The effects of herbicide, inoculation, and nitrogen on establishment, growth and survival of Trifolium pratense, T. repens, T. subterraneum, Lolium perenne, Dactylis glomerata, and Phalaris tuberosa were recorded at Rockley, New South Wales. Seed was surface sown on unploughed land dominated by tussock grass (Nassella trichotoma). All clovers established on unploughed land but only T. subterraneum survived successfully two years after sowing. Establishment of L. perenne and D. glomerata was three to four times as high as P. tuberosa, but two years later there were more P. tuberosa plants than either L. perenne or D. glomerata. Herbicide treatment increased establishment and growth of all grasses and was essential for their survival ; it was not essential for establishment or nodulation of the three clovers nor for regeneration of T. mbterranew, but did have beneficial effects.
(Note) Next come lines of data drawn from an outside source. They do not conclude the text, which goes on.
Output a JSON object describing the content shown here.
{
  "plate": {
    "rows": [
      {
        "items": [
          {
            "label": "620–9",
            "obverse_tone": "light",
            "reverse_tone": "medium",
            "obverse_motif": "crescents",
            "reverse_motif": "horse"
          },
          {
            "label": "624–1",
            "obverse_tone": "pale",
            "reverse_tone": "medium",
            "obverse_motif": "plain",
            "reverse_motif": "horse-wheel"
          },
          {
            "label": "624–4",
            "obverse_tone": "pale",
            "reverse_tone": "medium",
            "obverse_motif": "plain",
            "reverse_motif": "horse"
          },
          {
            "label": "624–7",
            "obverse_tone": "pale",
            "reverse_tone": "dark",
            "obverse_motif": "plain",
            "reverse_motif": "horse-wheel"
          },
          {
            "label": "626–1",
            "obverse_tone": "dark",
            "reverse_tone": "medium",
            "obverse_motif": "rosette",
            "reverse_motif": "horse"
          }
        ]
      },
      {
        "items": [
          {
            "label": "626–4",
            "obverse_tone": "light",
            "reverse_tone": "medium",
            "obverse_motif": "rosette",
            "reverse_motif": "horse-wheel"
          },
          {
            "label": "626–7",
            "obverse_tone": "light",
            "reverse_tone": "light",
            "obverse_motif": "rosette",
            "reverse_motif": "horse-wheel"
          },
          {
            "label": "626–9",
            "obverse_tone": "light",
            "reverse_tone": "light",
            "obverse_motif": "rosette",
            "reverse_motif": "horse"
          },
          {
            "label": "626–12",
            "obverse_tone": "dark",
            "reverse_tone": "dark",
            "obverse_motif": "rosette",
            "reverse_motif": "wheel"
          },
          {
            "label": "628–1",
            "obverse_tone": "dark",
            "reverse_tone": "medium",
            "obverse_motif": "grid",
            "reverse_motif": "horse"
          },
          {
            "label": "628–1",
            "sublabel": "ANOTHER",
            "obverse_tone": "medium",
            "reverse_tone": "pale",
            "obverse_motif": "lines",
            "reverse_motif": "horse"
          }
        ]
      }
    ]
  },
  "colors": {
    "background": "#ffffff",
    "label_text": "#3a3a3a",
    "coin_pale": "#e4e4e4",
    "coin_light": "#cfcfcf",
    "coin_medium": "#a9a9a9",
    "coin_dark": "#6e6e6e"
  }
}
Nitrogen decreased the establishment of D. glomeratb but increased growth of all grasses and survival of L. perenne and D. glomerata; it depressed the establishment, nodulation, and growth of clovers. Three-step inoculation gave successful nodulation and proved essential for growth of all clovers and regeneration of subterranean clover.


2003 ◽  
Vol 25 (1) ◽  
pp. 70 ◽  
Author(s):  
C. Waters ◽  
G. Melville ◽  
A. Grice

Eleven species of native grass were collected from 51 sites throughout western New South Wales and south-west Queensland. Approximately 10 whole plants of each species were collected from a site but not all species were collected from each site. Plants were grown in a common environment at Trangie in central western New South Wales and plant morphological and floristic characteristics measured. Data reported here are for observations made in the third year, by which time differences between populations were likely to be more genetic than environmental. Principal component and discriminant analyses revealed a strong relationship between site of origin and plant morphological characteristics, which explained between 61% and 93% of the variation within species. For all but one species, site was significantly correlated with these morphological characteristics. Site could be predicted from morphological characters with a success rate usually greater than 80%. These morphological characteristics must reflect genotypic differences among the collection from the different sites. We were unable to relate this variation to any of a range of site characteristics. Distance between sites could not be used as an indicator of morphological differences between populations. The implications of these findings are discussed in terms of providing strong evidence for the existence of ecotypes and for obtaining appropriate seed sources for revegetation/restoration programs.